Genetics Play a Larger Role Than Many Expect
Many cases of cardiomyopathy have a genetic component, and certain mutations predict a faster or more severe path toward heart failure. Mutations in the gene for titin, a giant protein that acts like a molecular spring in heart muscle, are among the most common causes of dilated cardiomyopathy. Men with these mutations tend to develop more severe pumping problems than women.
A specific deletion in the phospholamban gene has been linked to early-onset cardiomyopathy with dangerous heart rhythm disturbances. In South Asian populations, roughly 4% carry a deletion in the MYBPC3 gene that increases the risk of both cardiomyopathy and heart failure, and worsens outcomes after a heart attack. People who carry more than one cardiomyopathy-related mutation often develop disease earlier and progress faster. Genetic testing can identify some of these variants before the heart shows any visible changes, placing a person in that preclinical, genotype-positive but phenotype-negative category.
How Treatment Differs
Because cardiomyopathy and heart failure are different problems, they sometimes require different treatment strategies, though there’s significant overlap. Heart failure treatment focuses on managing the syndrome: reducing fluid overload, lowering the workload on the heart, and slowing the harmful hormonal cycles that accelerate damage. Cardiomyopathy treatment, on the other hand, sometimes targets the root cause of the muscle disease.
A clear example is tachycardia-induced cardiomyopathy, where a persistently fast or irregular heart rhythm damages the heart muscle over time. The primary goal is to fix the rhythm problem, either by slowing the heart rate with medication, restoring a normal rhythm with electrical cardioversion, or destroying the source of the abnormal rhythm with a catheter-based procedure. Once the rhythm is corrected, the heart muscle can sometimes recover substantially. But while the rhythm issue is being addressed, standard heart failure treatment still needs to run in parallel to manage symptoms and prevent further deterioration.
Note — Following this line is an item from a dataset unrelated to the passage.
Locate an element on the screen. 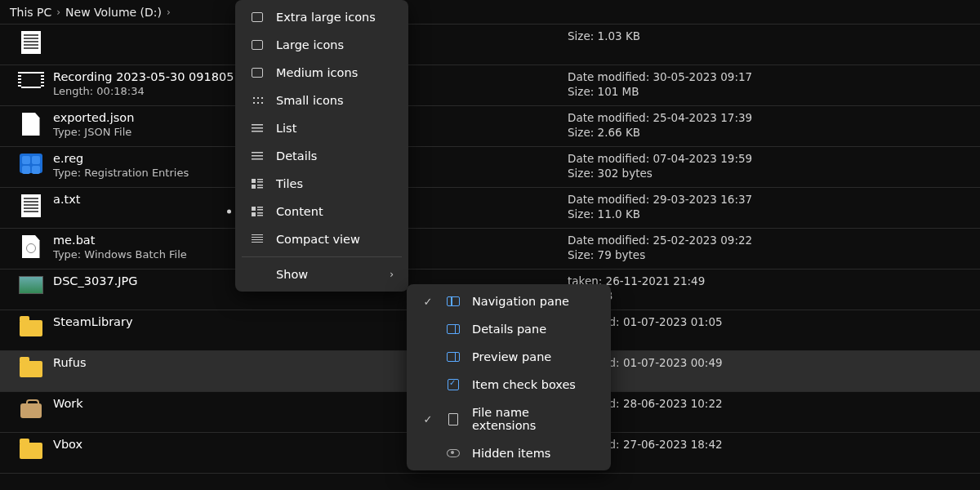 Image resolution: width=980 pixels, height=490 pixels. file-row: exported.jsonType: JSON FileDate modifie… is located at coordinates (490, 127).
For patients whose pumping function drops below 35% despite medication, device-based therapies become relevant. Implantable defibrillators can protect against sudden cardiac death from dangerous rhythms, which are a particular risk in cardiomyopathy. Cardiac resynchronization therapy, a specialized pacemaker, can improve pumping efficiency when the heart’s electrical system is also out of sync. In the most advanced cases, a heart transplant or mechanical pump may be the only remaining option.
Ejection Fraction Ties Them Together
Ejection fraction, the percentage of blood the heart pumps out with each beat, is the single number that most often bridges the gap between a cardiomyopathy diagnosis and a heart failure classification. A normal ejection fraction is typically 55% to 70%. Heart failure with reduced ejection fraction means the number has dropped below 40%. There’s also a middle category, sometimes called heart failure with mildly reduced ejection fraction, for values between 40% and 49%. And some people develop heart failure with a preserved ejection fraction, where the number looks normal but the heart is too stiff to fill properly. This last type is particularly common in hypertrophic and restrictive cardiomyopathy.
Ejection fraction matters because it determines which treatments are offered and how aggressively the condition is managed. Most of the major clinical trials for heart failure medications enrolled patients with ejection fractions at or below 35%, so that threshold often serves as a decision point for adding medications, implanting devices, or referring for advanced therapies. If your ejection fraction remains at or below 35% despite optimal treatment, referral for a defibrillator or transplant evaluation typically follows.